Wallarm just closed a $55M Series C, led by Toba Capital, and this wasn’t a polite handshake. It was a global power move from a team that didn’t just spot the storm coming in API and AI security, they built a platform that is the storm.
Founded by Ivan Novikov and Alexander Golovko, Wallarm didn’t emerge from the Y Combinator S16 batch with dreams, they came with code. Real, functional, AI-first, high-scale architecture engineered to defend APIs against threats most companies haven’t even named yet. Ivan’s not your average cybersecurity CEO. He’s the kind of guy who used to poke holes in Google, Facebook, and Twitter, for fun. Now he’s turned that firepower into a platform trusted by the likes of Panasonic, Miro, Victoria’s Secret, and Nasdaq. You want proof? Try 134% NRR, nearly zero churn, and 44 trillion API requests analyzed.
What makes this raise matter isn’t the number. It’s the signal. Wallarm didn’t just ride the wave of API growth, they’ve been carving it like Laird Hamilton with an ML board. In a space hurtling toward $10B by 2032, with every vendor claiming “AI-first,” Wallarm actually ships. Real-time blocking. Behavioral-based detection. Signature-free. Built-in AI agent protection. This isn’t security theater, it’s threat suppression for companies living in production.
Toba Capital, back again after leading Series A, knows what time it is. Rajan Aggarwal sits on the board. Runa Capital, Partech, Gagarin Capital, and Y Combinator laid the foundation. Now with Morgan Jay joining as President and CRO, Michelle Gerson stepping in as VP of Marketing, Tim Erlin shaping the product roadmap, and Greg Deisher locking in the numbers, the team reads like a cybersecurity Avengers lineup.
This $55M is fuel for more than scale. It’s about global expansion, AI agent protection, and a new frontier in real-time defense. Wallarm isn’t chasing traditional CDN players, they’re taking their lunch money with API honeypots and Agentic AI penetration testing before the competition finishes its compliance checklist.
You don’t build a real-time, edge-deployable API security platform with over 200 enterprise customers by playing it safe. You do it by engineering like your reputation depends on it, because it does.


* Exercise brief
Where a line of the entries holds the string "object", copy that line.

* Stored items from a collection
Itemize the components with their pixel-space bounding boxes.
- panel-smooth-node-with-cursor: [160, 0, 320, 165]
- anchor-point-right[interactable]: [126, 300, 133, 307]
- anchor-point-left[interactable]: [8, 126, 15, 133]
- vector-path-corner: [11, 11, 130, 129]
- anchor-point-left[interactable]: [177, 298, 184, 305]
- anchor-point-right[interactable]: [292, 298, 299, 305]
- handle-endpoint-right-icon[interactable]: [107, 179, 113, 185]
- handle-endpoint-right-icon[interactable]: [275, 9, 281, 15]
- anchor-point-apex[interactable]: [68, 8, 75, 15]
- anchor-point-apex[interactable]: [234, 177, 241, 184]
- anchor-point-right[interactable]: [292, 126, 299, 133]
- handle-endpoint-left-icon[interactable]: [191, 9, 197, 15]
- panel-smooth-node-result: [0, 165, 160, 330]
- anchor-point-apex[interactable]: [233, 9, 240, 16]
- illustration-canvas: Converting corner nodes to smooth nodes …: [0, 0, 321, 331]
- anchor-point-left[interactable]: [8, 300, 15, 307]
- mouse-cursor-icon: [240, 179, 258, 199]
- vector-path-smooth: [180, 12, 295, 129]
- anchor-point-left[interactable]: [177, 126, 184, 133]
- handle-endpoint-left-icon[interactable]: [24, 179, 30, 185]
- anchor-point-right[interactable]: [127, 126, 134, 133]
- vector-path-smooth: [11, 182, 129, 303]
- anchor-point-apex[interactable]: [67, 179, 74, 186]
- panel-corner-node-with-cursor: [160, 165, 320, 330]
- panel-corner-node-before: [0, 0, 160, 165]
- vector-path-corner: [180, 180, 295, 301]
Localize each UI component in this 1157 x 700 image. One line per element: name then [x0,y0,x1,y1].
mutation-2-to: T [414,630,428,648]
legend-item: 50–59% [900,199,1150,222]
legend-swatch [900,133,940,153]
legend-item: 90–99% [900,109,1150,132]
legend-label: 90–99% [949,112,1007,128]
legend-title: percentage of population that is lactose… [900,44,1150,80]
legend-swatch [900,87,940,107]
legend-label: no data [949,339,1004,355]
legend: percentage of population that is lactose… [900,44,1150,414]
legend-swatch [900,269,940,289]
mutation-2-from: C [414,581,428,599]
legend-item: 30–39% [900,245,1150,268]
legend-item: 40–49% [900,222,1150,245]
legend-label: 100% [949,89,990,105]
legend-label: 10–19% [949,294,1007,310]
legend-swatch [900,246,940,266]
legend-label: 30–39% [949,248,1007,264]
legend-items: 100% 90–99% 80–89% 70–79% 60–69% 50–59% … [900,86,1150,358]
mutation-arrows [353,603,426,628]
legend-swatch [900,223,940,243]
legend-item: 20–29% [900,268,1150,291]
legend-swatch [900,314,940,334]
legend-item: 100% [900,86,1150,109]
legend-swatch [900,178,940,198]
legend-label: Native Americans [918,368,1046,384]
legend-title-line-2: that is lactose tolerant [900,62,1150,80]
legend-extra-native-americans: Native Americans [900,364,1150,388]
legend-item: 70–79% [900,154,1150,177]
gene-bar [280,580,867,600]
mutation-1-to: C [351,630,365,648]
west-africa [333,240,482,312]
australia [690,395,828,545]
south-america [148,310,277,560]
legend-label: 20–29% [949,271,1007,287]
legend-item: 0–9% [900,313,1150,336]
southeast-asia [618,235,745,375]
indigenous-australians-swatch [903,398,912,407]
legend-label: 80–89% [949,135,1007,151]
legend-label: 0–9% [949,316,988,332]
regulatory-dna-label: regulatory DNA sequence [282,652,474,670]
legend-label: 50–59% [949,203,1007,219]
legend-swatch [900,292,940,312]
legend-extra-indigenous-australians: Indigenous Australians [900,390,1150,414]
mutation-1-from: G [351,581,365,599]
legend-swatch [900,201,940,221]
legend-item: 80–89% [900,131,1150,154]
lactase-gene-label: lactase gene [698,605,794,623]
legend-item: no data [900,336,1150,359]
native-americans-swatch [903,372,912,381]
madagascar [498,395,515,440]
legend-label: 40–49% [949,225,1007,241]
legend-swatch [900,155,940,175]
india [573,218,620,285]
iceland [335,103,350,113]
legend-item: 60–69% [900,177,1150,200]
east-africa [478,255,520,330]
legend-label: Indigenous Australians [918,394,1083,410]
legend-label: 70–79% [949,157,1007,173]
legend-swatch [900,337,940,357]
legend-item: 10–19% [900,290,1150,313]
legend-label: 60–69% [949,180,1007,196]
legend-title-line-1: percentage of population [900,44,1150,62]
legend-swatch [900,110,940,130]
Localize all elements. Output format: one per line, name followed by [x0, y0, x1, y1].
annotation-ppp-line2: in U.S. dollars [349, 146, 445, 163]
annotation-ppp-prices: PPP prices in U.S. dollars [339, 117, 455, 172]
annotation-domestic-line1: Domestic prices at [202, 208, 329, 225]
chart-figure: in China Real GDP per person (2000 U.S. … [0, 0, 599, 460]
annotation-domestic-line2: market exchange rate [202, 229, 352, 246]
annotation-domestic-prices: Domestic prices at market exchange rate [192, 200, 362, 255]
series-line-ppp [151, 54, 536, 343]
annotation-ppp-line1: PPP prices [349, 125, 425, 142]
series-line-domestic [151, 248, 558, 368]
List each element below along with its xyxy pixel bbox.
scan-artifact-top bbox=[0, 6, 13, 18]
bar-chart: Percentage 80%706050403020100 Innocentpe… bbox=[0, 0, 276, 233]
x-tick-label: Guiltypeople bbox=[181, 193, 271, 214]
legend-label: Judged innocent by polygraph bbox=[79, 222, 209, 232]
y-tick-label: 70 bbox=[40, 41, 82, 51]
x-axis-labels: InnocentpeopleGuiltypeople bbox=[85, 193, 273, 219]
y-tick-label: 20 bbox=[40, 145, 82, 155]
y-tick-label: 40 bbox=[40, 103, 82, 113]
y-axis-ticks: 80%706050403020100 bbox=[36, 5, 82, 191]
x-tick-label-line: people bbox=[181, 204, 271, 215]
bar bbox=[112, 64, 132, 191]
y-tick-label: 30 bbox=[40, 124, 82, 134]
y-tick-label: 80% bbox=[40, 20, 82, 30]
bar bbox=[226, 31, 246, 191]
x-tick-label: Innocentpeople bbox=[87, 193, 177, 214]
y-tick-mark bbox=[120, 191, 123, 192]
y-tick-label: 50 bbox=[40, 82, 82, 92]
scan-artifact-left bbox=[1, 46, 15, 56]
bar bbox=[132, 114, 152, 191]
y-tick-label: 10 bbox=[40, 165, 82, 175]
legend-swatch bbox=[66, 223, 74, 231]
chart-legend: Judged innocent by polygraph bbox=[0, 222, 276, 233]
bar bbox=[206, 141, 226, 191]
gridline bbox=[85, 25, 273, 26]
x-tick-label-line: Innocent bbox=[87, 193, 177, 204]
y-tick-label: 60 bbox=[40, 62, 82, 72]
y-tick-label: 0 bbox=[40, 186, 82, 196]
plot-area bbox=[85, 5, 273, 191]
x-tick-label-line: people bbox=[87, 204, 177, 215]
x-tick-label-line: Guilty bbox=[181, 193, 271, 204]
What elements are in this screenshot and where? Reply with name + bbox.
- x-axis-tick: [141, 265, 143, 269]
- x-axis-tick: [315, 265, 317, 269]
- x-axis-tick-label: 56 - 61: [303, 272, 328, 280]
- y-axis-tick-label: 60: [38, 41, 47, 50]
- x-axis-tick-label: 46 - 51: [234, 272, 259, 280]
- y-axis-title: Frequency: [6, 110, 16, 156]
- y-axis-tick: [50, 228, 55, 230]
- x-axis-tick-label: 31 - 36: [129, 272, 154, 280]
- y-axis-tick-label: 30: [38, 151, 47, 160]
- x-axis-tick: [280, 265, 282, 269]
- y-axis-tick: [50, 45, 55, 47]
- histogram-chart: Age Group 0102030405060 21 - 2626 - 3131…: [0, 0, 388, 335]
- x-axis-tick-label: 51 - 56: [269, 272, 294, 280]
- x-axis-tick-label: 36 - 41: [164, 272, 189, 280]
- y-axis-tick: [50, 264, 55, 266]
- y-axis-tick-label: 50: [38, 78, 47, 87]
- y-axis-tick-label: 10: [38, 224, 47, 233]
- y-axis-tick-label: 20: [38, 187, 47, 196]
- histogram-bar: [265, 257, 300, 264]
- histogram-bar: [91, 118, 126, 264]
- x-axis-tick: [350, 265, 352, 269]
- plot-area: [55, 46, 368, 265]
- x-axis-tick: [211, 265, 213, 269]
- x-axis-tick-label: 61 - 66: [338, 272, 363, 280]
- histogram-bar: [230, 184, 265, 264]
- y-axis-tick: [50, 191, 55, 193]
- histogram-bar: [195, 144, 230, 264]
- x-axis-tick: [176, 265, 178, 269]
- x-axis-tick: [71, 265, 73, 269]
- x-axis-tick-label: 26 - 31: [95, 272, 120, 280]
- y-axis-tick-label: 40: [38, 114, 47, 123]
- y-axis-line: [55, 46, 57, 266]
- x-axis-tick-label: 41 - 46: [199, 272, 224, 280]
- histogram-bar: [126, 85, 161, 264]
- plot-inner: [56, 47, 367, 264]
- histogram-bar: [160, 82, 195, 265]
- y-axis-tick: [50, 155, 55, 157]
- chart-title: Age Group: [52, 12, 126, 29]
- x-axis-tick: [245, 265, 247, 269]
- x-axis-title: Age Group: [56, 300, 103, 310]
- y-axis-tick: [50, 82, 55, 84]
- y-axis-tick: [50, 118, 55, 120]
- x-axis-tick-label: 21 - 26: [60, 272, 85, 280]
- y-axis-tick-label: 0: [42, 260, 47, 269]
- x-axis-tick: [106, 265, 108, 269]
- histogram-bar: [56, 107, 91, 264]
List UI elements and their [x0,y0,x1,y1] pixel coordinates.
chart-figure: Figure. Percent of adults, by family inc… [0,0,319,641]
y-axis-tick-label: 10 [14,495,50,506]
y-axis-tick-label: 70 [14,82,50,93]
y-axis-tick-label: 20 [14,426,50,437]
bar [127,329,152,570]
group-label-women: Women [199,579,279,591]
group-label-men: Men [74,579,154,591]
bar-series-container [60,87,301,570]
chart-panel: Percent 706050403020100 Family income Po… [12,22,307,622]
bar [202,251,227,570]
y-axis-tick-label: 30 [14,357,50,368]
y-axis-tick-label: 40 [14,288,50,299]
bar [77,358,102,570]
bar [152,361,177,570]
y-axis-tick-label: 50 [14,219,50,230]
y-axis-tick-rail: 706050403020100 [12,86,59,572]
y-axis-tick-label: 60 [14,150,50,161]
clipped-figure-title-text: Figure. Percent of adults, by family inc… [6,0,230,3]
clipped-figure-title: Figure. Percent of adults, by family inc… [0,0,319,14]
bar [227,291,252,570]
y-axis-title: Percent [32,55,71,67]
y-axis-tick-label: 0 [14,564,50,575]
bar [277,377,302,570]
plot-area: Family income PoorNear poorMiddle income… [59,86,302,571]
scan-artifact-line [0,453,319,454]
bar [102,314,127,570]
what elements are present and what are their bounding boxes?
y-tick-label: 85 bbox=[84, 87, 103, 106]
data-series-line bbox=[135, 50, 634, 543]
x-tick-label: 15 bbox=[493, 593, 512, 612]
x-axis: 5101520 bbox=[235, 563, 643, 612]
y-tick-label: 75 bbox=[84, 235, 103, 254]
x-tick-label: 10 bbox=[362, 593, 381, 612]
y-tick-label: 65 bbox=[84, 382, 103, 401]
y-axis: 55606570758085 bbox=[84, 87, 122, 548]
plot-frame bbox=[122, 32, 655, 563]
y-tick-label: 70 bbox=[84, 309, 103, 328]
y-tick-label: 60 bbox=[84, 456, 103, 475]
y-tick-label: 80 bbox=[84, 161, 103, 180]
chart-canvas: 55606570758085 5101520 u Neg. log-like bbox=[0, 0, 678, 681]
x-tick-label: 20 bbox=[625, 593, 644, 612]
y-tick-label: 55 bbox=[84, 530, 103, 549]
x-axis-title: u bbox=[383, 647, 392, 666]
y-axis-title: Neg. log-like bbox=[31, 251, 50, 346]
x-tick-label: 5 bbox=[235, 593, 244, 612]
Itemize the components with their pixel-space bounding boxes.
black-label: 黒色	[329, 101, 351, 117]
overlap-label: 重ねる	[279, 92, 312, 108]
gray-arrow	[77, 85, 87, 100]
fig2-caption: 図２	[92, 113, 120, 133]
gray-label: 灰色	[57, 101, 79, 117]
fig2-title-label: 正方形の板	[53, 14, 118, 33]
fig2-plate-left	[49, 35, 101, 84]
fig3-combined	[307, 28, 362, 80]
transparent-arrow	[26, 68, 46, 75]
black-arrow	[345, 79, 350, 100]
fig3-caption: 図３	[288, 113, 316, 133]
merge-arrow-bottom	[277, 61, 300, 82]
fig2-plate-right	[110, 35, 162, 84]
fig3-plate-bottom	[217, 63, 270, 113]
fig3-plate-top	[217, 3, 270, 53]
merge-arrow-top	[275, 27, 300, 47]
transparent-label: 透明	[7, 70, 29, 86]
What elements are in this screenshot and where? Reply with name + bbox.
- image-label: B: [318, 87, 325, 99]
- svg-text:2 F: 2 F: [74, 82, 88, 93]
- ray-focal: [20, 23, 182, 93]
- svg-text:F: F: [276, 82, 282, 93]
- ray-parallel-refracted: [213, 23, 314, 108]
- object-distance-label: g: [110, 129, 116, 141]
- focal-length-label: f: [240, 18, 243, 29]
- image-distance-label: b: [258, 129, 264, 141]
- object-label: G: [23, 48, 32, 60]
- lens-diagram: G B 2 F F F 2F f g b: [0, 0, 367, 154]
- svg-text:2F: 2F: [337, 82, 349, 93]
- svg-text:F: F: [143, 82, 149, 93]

* Response
- object-distance-label: g: [110, 129, 116, 141]
- object-label: G: [23, 48, 32, 60]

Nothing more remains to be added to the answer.